Credit state Sen. Jolie Justus, D-Kansas City, with the best description this year of what has beset Republican politics in Missouri.
Early in the session, the Senate was bogged down during debate of pro-business bills supported by GOP leadership. With overwhelming majorities in the House and Senate, Republicans shouldn't have much difficulty in passing priority bills. Democrats have become nearly irrelevant on some issues.
But on one legislative day, a series of Republican-on-Republican crimes demonstrated the difficulty of turning a winning election into a lasting mandate.
While Democrats sat back and watched, various factions within the GOP conspired against each other.
During a break in the action, Ms. Justus, almost giddy, commented to me about the intraparty dispute. She called it "Republageddon."
The party that engineered President Barack Obama's midterm 'shellacking" is experiencing adjustment issues. Nationally, GOP House Speaker John Boehner of Ohio is struggling to reconcile his party's split between the Tea Party zealots who believe compromise is born of the devil, and veteran members who see such rigidity as a recipe for a short congressional career.
How daunting is Mr. Boehner's challenge? House Republicans actually almost passed a budget even more austere than the one proposed by Rep. Paul Ryan, R-Wis., after Democrats chose to sit out the vote to make a point. When Republicans realized what was happening, they quickly changed their votes, lest they make the wrong symbolic point.
And in Missouri, it's not much different. Sen. Rob Mayer, R-Dexter, was the early victor in a power play that saw him knock the more moderate Sen. Kevin Engler, R-Farmington, out of the way for leadership in the Senate. But lately, Mr. Mayer seems almost beside himself, unsure of how to control the extreme and unpredictable rhetoric of his young Tea Party upstarts, particularly Brian Nieves of Washington and Rob Schaaf of St. Joseph.
Nothing highlighted the GOP splits more than the bungled redistricting process, in which the two committee chairmen, Rep. John Diehl, R-Town and County, and Sen. Scott Rupp, R-Wentzville, lobbed verbal grenades at each other over the question of which incumbent Republican member of the U.S. House deserved the most gerrymandered protection in the map-drawing process.
House and Senate bickering is not new. But that doesn't minimize the serious angst being shown publicly between members of the same party, who just a few months ago were basking in the glory of a landslide.
Perhaps that will be the lasting nugget of meaning from the 2010 election. It's easier to be against something than to be for something; it is easier to tear down than build; it is easier to create an empire than recognize the signs as it comes crashing down around you.
History books are clear: Empires crumble. Whether Roman or British, Russian or Prussian, Democratic or Republican, there comes a time after a rise to power in which governing creates a different sort of pressure. Who will be the next leader? Who will show weakness by daring to build coalitions across party lines?
When Democrats found a common enemy in former President George W. Bush, they focused the nation's anger and rode a wave of electoral success in 2008. But, once in power, they overreached and created an opening for a GOP revival.
Republicans of 2010 vintage, it seems, could suffer the same fate.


▶ [TRY IT]:
A verbatim copy of all the data is required; the pictures should not appear in it.

======== RECORDS TO PROCESS

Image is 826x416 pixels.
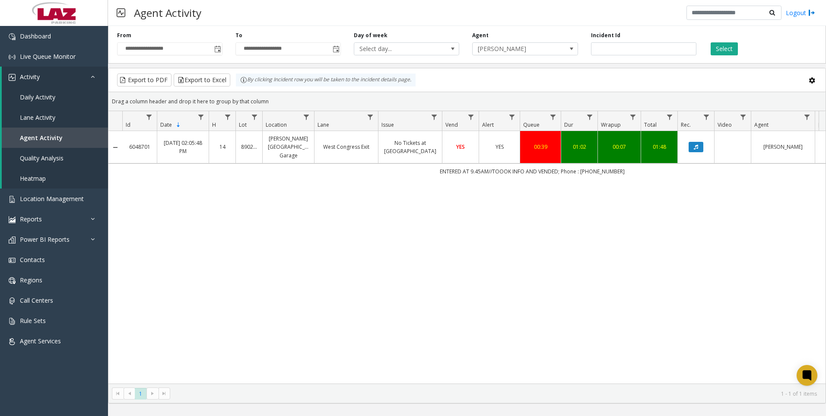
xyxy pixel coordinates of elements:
span: Page 1 [135,388,146,399]
span: H [212,121,216,128]
button: Select [711,42,738,55]
img: 'icon' [9,318,16,324]
a: Lot Filter Menu [249,111,261,123]
span: Alert [482,121,494,128]
span: Live Queue Monitor [20,52,76,60]
a: 6048701 [127,143,152,151]
span: Dashboard [20,32,51,40]
a: 890202 [241,143,257,151]
img: 'icon' [9,236,16,243]
a: Wrapup Filter Menu [627,111,639,123]
a: 00:39 [525,143,556,151]
a: Location Filter Menu [301,111,312,123]
span: Location [266,121,287,128]
a: Heatmap [2,168,108,188]
kendo-pager-info: 1 - 1 of 1 items [175,390,817,397]
label: To [235,32,242,39]
span: Date [160,121,172,128]
span: Issue [382,121,394,128]
span: Heatmap [20,174,46,182]
span: Rec. [681,121,691,128]
a: Date Filter Menu [195,111,207,123]
img: 'icon' [9,277,16,284]
span: Agent Activity [20,134,63,142]
img: 'icon' [9,196,16,203]
a: 00:07 [603,143,636,151]
span: Toggle popup [213,43,222,55]
span: Video [718,121,732,128]
span: Select day... [354,43,438,55]
a: YES [448,143,474,151]
h3: Agent Activity [130,2,206,23]
button: Export to PDF [117,73,172,86]
span: [PERSON_NAME] [473,43,556,55]
span: Queue [523,121,540,128]
a: 01:48 [646,143,672,151]
label: Day of week [354,32,388,39]
a: Agent Activity [2,127,108,148]
a: [DATE] 02:05:48 PM [162,139,203,155]
span: Wrapup [601,121,621,128]
img: infoIcon.svg [240,76,247,83]
a: Lane Activity [2,107,108,127]
a: Rec. Filter Menu [701,111,712,123]
a: West Congress Exit [320,143,373,151]
a: Logout [786,8,815,17]
span: Agent [754,121,769,128]
div: Drag a column header and drop it here to group by that column [108,94,826,109]
span: Total [644,121,657,128]
span: Toggle popup [331,43,340,55]
img: logout [808,8,815,17]
div: Data table [108,111,826,383]
span: Location Management [20,194,84,203]
label: Incident Id [591,32,620,39]
a: 14 [214,143,230,151]
a: Id Filter Menu [143,111,155,123]
span: Lane Activity [20,113,55,121]
a: Vend Filter Menu [465,111,477,123]
span: Activity [20,73,40,81]
span: Agent Services [20,337,61,345]
a: Activity [2,67,108,87]
a: Collapse Details [108,144,122,151]
span: Contacts [20,255,45,264]
img: 'icon' [9,257,16,264]
span: Rule Sets [20,316,46,324]
span: Id [126,121,130,128]
label: From [117,32,131,39]
a: H Filter Menu [222,111,234,123]
img: pageIcon [117,2,125,23]
span: Call Centers [20,296,53,304]
a: Dur Filter Menu [584,111,596,123]
a: Queue Filter Menu [547,111,559,123]
a: YES [484,143,515,151]
img: 'icon' [9,74,16,81]
a: Lane Filter Menu [365,111,376,123]
span: Quality Analysis [20,154,64,162]
span: Daily Activity [20,93,55,101]
span: Lane [318,121,329,128]
a: Alert Filter Menu [506,111,518,123]
span: Power BI Reports [20,235,70,243]
span: Dur [564,121,573,128]
label: Agent [472,32,489,39]
a: Video Filter Menu [738,111,749,123]
button: Export to Excel [174,73,230,86]
span: YES [456,143,465,150]
span: Regions [20,276,42,284]
img: 'icon' [9,338,16,345]
span: Sortable [175,121,182,128]
a: Agent Filter Menu [801,111,813,123]
a: 01:02 [566,143,592,151]
span: Vend [445,121,458,128]
span: Lot [239,121,247,128]
img: 'icon' [9,297,16,304]
a: [PERSON_NAME][GEOGRAPHIC_DATA] Garage [268,134,309,159]
img: 'icon' [9,33,16,40]
a: Issue Filter Menu [429,111,440,123]
span: Reports [20,215,42,223]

================

▶ [ANSWER SECTION]:
Image is 826x416 pixels.
xyxy pixel coordinates of elements:
span: Page 1 [135,388,146,399]
span: H [212,121,216,128]
button: Select [711,42,738,55]
img: 'icon' [9,318,16,324]
a: Lot Filter Menu [249,111,261,123]
span: Alert [482,121,494,128]
span: Live Queue Monitor [20,52,76,60]
a: 6048701 [127,143,152,151]
span: Dashboard [20,32,51,40]
a: 890202 [241,143,257,151]
img: 'icon' [9,236,16,243]
a: Wrapup Filter Menu [627,111,639,123]
a: 00:39 [525,143,556,151]
a: Location Filter Menu [301,111,312,123]
span: Location [266,121,287,128]
a: Heatmap [2,168,108,188]
kendo-pager-info: 1 - 1 of 1 items [175,390,817,397]
label: To [235,32,242,39]
span: Date [160,121,172,128]
span: Issue [382,121,394,128]
span: Heatmap [20,174,46,182]
span: Rec. [681,121,691,128]
a: Date Filter Menu [195,111,207,123]
img: 'icon' [9,277,16,284]
span: Agent Activity [20,134,63,142]
img: 'icon' [9,196,16,203]
a: 00:07 [603,143,636,151]
span: Toggle popup [213,43,222,55]
span: Video [718,121,732,128]
span: Select day... [354,43,438,55]
a: YES [448,143,474,151]
h3: Agent Activity [130,2,206,23]
button: Export to PDF [117,73,172,86]
span: [PERSON_NAME] [473,43,556,55]
span: Queue [523,121,540,128]
a: 01:48 [646,143,672,151]
label: Day of week [354,32,388,39]
a: Agent Activity [2,127,108,148]
a: [DATE] 02:05:48 PM [162,139,203,155]
span: Wrapup [601,121,621,128]
img: infoIcon.svg [240,76,247,83]
a: Lane Activity [2,107,108,127]
a: Rec. Filter Menu [701,111,712,123]
a: West Congress Exit [320,143,373,151]
a: Logout [786,8,815,17]
span: Agent [754,121,769,128]
div: Drag a column header and drop it here to group by that column [108,94,826,109]
span: Total [644,121,657,128]
span: Toggle popup [331,43,340,55]
img: logout [808,8,815,17]
div: Data table [108,111,826,383]
span: Location Management [20,194,84,203]
label: Incident Id [591,32,620,39]
a: 14 [214,143,230,151]
a: Id Filter Menu [143,111,155,123]
span: Lane Activity [20,113,55,121]
a: Vend Filter Menu [465,111,477,123]
span: Activity [20,73,40,81]
span: Agent Services [20,337,61,345]
a: Activity [2,67,108,87]
a: Collapse Details [108,144,122,151]
span: Contacts [20,255,45,264]
img: 'icon' [9,257,16,264]
span: Rule Sets [20,316,46,324]
span: Id [126,121,130,128]
label: From [117,32,131,39]
a: H Filter Menu [222,111,234,123]
img: pageIcon [117,2,125,23]
span: Call Centers [20,296,53,304]
a: Dur Filter Menu [584,111,596,123]
a: Queue Filter Menu [547,111,559,123]
a: YES [484,143,515,151]
img: 'icon' [9,74,16,81]
a: Lane Filter Menu [365,111,376,123]
span: Quality Analysis [20,154,64,162]
span: Daily Activity [20,93,55,101]
span: Lane [318,121,329,128]
a: Alert Filter Menu [506,111,518,123]
span: Power BI Reports [20,235,70,243]
span: Dur [564,121,573,128]
label: Agent [472,32,489,39]
a: Video Filter Menu [738,111,749,123]
button: Export to Excel [174,73,230,86]
span: YES [456,143,465,150]
span: Regions [20,276,42,284]
img: 'icon' [9,338,16,345]
span: Sortable [175,121,182,128]
a: Agent Filter Menu [801,111,813,123]
a: 01:02 [566,143,592,151]
span: Vend [445,121,458,128]
span: Lot [239,121,247,128]
img: 'icon' [9,297,16,304]
a: [PERSON_NAME][GEOGRAPHIC_DATA] Garage [268,134,309,159]
img: 'icon' [9,33,16,40]
a: Issue Filter Menu [429,111,440,123]
span: Reports [20,215,42,223]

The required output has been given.